Difficult Conversations with Teenagers

Difficult Conversations with Teenagers

When difficult or problematic situations emerge with teenage children, how are they best addressed? Ask many parents how this unfolds within their own families, and they talk about an escalating battle of wills, epic kitchen showdowns, screaming, and emergency sessions with the family therapist. Parenting adolescents is indeed a tricky stage in any family’s life, as no longer are parents faced with fairly compliant and obedient children, but young emerging adults with their own ideas, needs, wants and feelings about particular rules and decisions. Parenting starts to become less about a benevolent dictatorship, and more about an early-stage democracy (within reason!).

As earlier blog entries have discussed, parents still ultimately have the responsibility and the tools (the fully developed psychological brain) to not just manage these difficult discussions more effectively, but also to model and teach these social skills through practice. In order to have these difficult conversations go down a different path, there are a few important aspects to consider.

  1. Explore some process of sorting behaviours (as discussed in an earlier blog entry) between those that need intervention and those that don’t.
  2. Prepare for these conversations ahead of time – what do you want to address, how do you want to explain the concerns, what do you want to see happen, what are you flexible and not flexible on?
  3. Have some pre-planned process in your head about what you can do if different responses start to emerge, such as your teenager losing their cool, or attempting to divert responsibility. One helpful way to think about this is a process of shifting gears between ‘explaining’ mode and ‘taming’ mode. If your teenager starts to respond with heightened emotions, take a few moments to tune into this and reflect back what you can see they are feeling rather than escalating further or ignoring the behaviour.
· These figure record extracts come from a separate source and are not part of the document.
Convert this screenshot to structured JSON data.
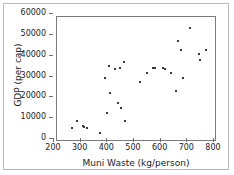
{
  "chart_data": {
    "type": "scatter",
    "title": "",
    "xlabel": "Muni Waste (kg/person)",
    "ylabel": "GDP (per cap)",
    "xlim": [
      200,
      800
    ],
    "ylim": [
      0,
      60000
    ],
    "xticks": [
      200,
      300,
      400,
      500,
      600,
      700,
      800
    ],
    "yticks": [
      0,
      10000,
      20000,
      30000,
      40000,
      50000,
      60000
    ],
    "xtick_labels": [
      "200",
      "300",
      "400",
      "500",
      "600",
      "700",
      "800"
    ],
    "ytick_labels": [
      "0",
      "10000",
      "20000",
      "30000",
      "40000",
      "50000",
      "60000"
    ],
    "grid": false,
    "legend": null,
    "marker_color": "#3a3a3a",
    "points": [
      {
        "x": 258,
        "y": 6600
      },
      {
        "x": 276,
        "y": 10300
      },
      {
        "x": 296,
        "y": 7800
      },
      {
        "x": 303,
        "y": 7100
      },
      {
        "x": 314,
        "y": 6700
      },
      {
        "x": 363,
        "y": 4400
      },
      {
        "x": 380,
        "y": 30900
      },
      {
        "x": 386,
        "y": 14100
      },
      {
        "x": 396,
        "y": 36500
      },
      {
        "x": 398,
        "y": 23700
      },
      {
        "x": 418,
        "y": 35100
      },
      {
        "x": 427,
        "y": 18800
      },
      {
        "x": 436,
        "y": 35300
      },
      {
        "x": 441,
        "y": 16100
      },
      {
        "x": 452,
        "y": 38400
      },
      {
        "x": 456,
        "y": 10000
      },
      {
        "x": 513,
        "y": 28800
      },
      {
        "x": 537,
        "y": 33100
      },
      {
        "x": 559,
        "y": 35600
      },
      {
        "x": 566,
        "y": 35300
      },
      {
        "x": 597,
        "y": 35400
      },
      {
        "x": 606,
        "y": 35200
      },
      {
        "x": 627,
        "y": 33300
      },
      {
        "x": 645,
        "y": 24300
      },
      {
        "x": 655,
        "y": 48500
      },
      {
        "x": 666,
        "y": 44300
      },
      {
        "x": 672,
        "y": 30500
      },
      {
        "x": 697,
        "y": 54500
      },
      {
        "x": 731,
        "y": 42100
      },
      {
        "x": 737,
        "y": 39600
      },
      {
        "x": 760,
        "y": 44400
      }
    ]
  }
}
Usually, showing you are trying to understand them is enough to then return to what you were originally discussing, but sometimes this may require more time or other ways of bringing them back to the discussion. This could include a stop-gap such as “Until we can finish this conversation calmly and come to an agreement, I’m not okay with x happening (such as attending the party being discussed)”. This is a further opportunity for teenagers to ‘toggle’ between emotional brain and logical brain, and hopefully apply their brakes.